Second. If anyone should be allowed to take up two seats on a bus on account of “rights,” it’s women. Because, in case you hadn’t noticed, it is women, not men, who are constantly being harassed and assaulted — by men — on the bus. It is women who must spend their entire commute to work in a panic because some man has decided to sit next to her with his hand purposefully touching her thigh, it is women who have to worry about being flashed or groped by a man who is sitting next to them on the bus, it is women who are sexually harassed and “chatted up” by men within a confined space from which they have no escape.

You need only to look to the Vancouver-based Harassment on Translink project started by Katie Nordgren (who I interviewed last year) to see how common these incidences are.

Women don’t feel safe on transit. Men, on the other hand, feel right at home — never having to or bothering to consider any other human sharing their space. While women must be on heightened alert, men treat transit like their living rooms. The entitlement men feel, in terms of their behaviour and the space they take up in public places in general and on transit in particular, says volumes about whose “rights” are really at stake and where the “sexism” really lies.

“I’m not going to cross my legs like ladies do… I’m going to sit how I want to sit,” one man told the New York Times.

Yeah. We know. Men do what they want because they feel safe and entitled to, while women, on the other hand, balance on the edge of their seats, wondering what creep will approach, ogle, or grope her today.

I do actually put my bag on the seat next to me sometimes, when there are other seats available on the bus and I want to discourage sketchy men from needlessly sitting next to me. I move the bag when a woman gets on, so that she has the option of sitting next to a non-male. That, and all the stories of harassment and assault, shows that taking the bus is far from relaxing for women. I’m not not even advocating that somehow women should be permitted to take up two seats instead of one for safety reasons. I’m just trying to illustrate what our experience is like and to point out that it’s literally the least men could do to close their legs so that someone else can sit down. Consider that other people’s experiences might differ from your own.

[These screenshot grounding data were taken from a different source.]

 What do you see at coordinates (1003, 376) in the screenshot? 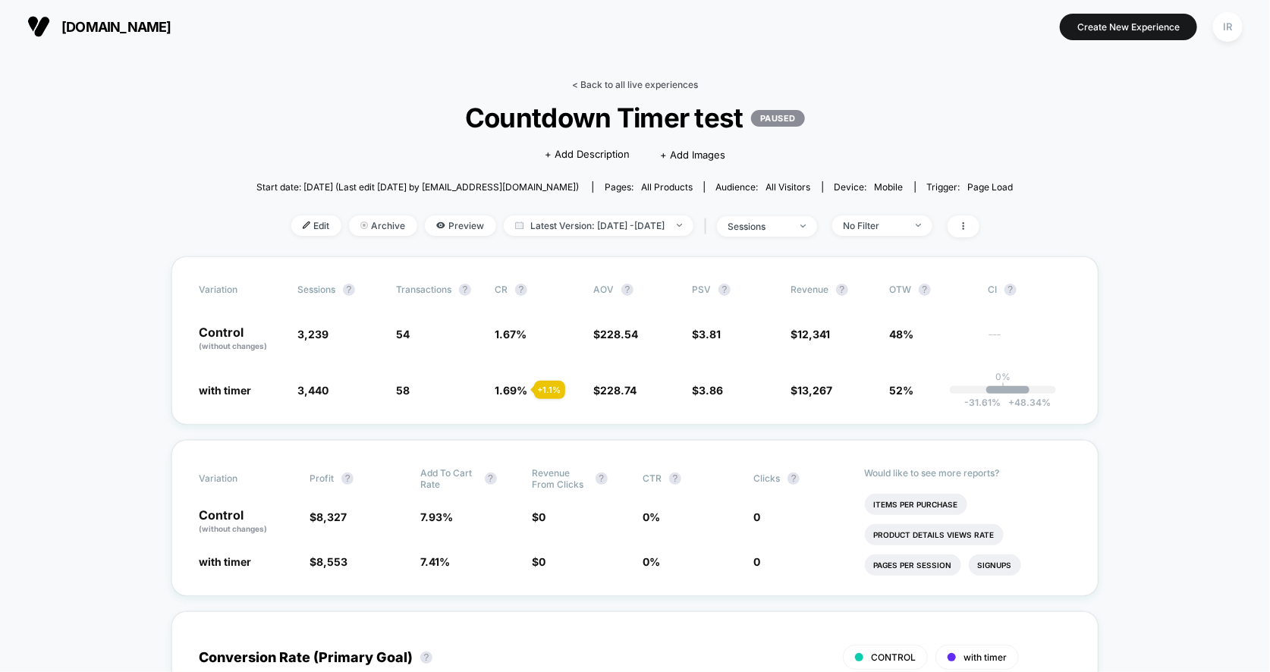
I see `p: 0%` at bounding box center [1003, 376].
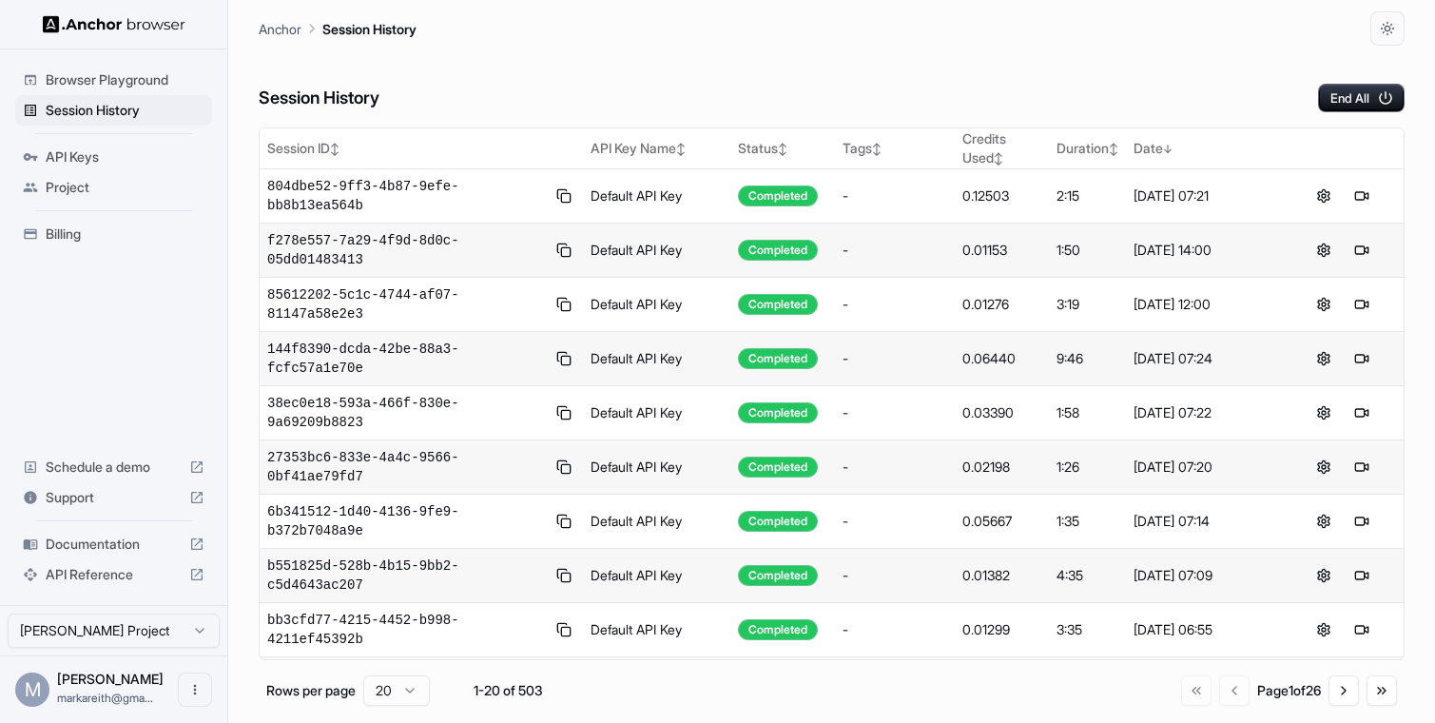 This screenshot has height=723, width=1435. Describe the element at coordinates (125, 187) in the screenshot. I see `span: Project` at that location.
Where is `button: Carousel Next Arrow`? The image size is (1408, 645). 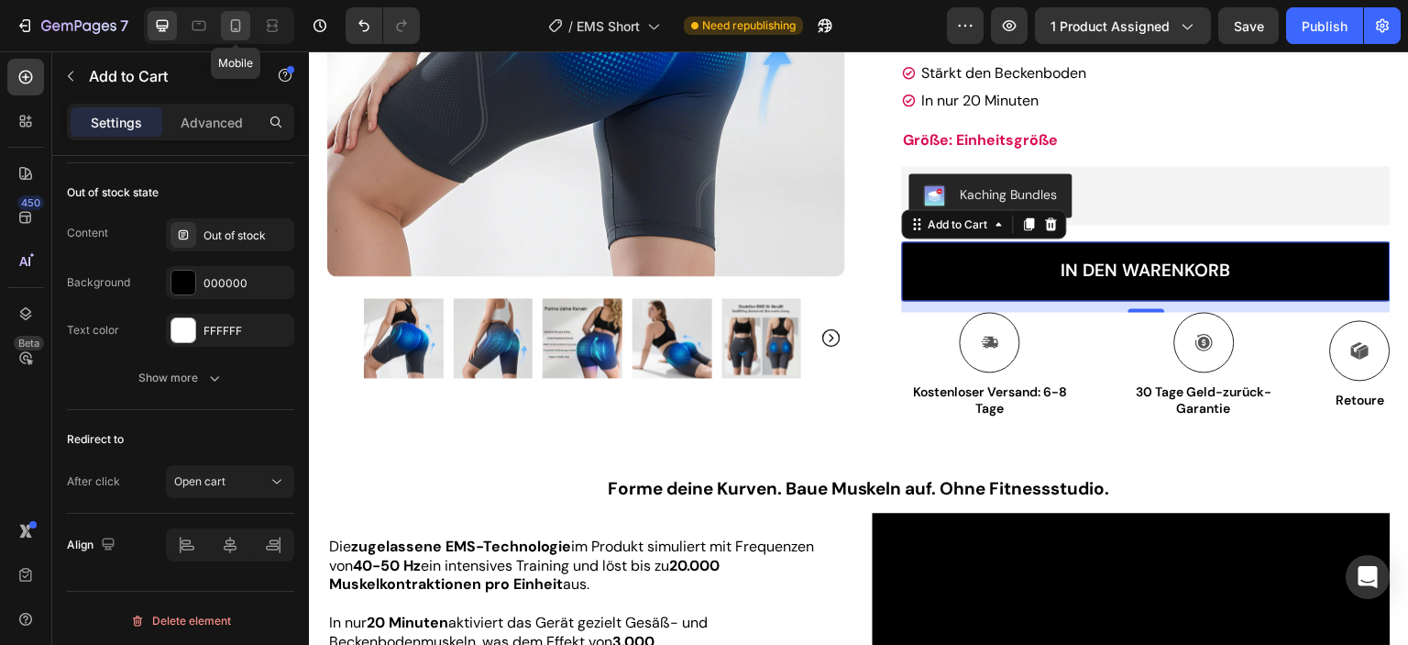 button: Carousel Next Arrow is located at coordinates (523, 286).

No one’s asking you to cross your legs if it’s uncomfortable. They are asking you to be considerate of other people (the horror!). They are asking you not to be ridiculous. And yes, this is ridiculous (via Men Taking Up Too Much Space on the Train):

The campaign is friendly, simply reminding commuters to mind their manners and space. One of the posters reads: “Dude… Stop the spread, please. It’s a space issue.” and shows an image of riders forced to stand as a man sits so that he takes up two seats. The campaign also addresses other acts discouraged on public transit like “eating, primping, spinning on the poles and blocking doors.”

 

The men who claim these decidedly unthreatening campaigns (you are still technically allowed to use your balls as an excuse to take up way too much space on transit, it just makes you an entitled prick) are “sexist” and impede “men’s rights” claim they “just want to see something gender neutral.” Ok, deal. How about women get a day off from living in fear every time they leave the house? How about we get to take the bus home from work without spending our commute in a panic because some dude has decided to stare us down for the entire ride? How about women get some time off from being hyper-vigilant every time they use transit, scanning for safe places to stand or sit? How about after all that’s resolved we talk “gender neutral.”

Meghan Murphy

Founder & Editor

Meghan Murphy is a freelance writer and journalist from Vancouver, BC. She has been podcasting and writing about feminism since 2010 and has published work in numerous national and international publications, including The Spectator, UnHerd, Quillette, the CBC, New Statesman, Vice, Al Jazeera, The Globe and Mail, and more. Meghan completed a Masters degree in the department of Gender, Sexuality and Women’s Studies at Simon Fraser University in 2012 and is now exiled in Mexico with her very photogenic dog.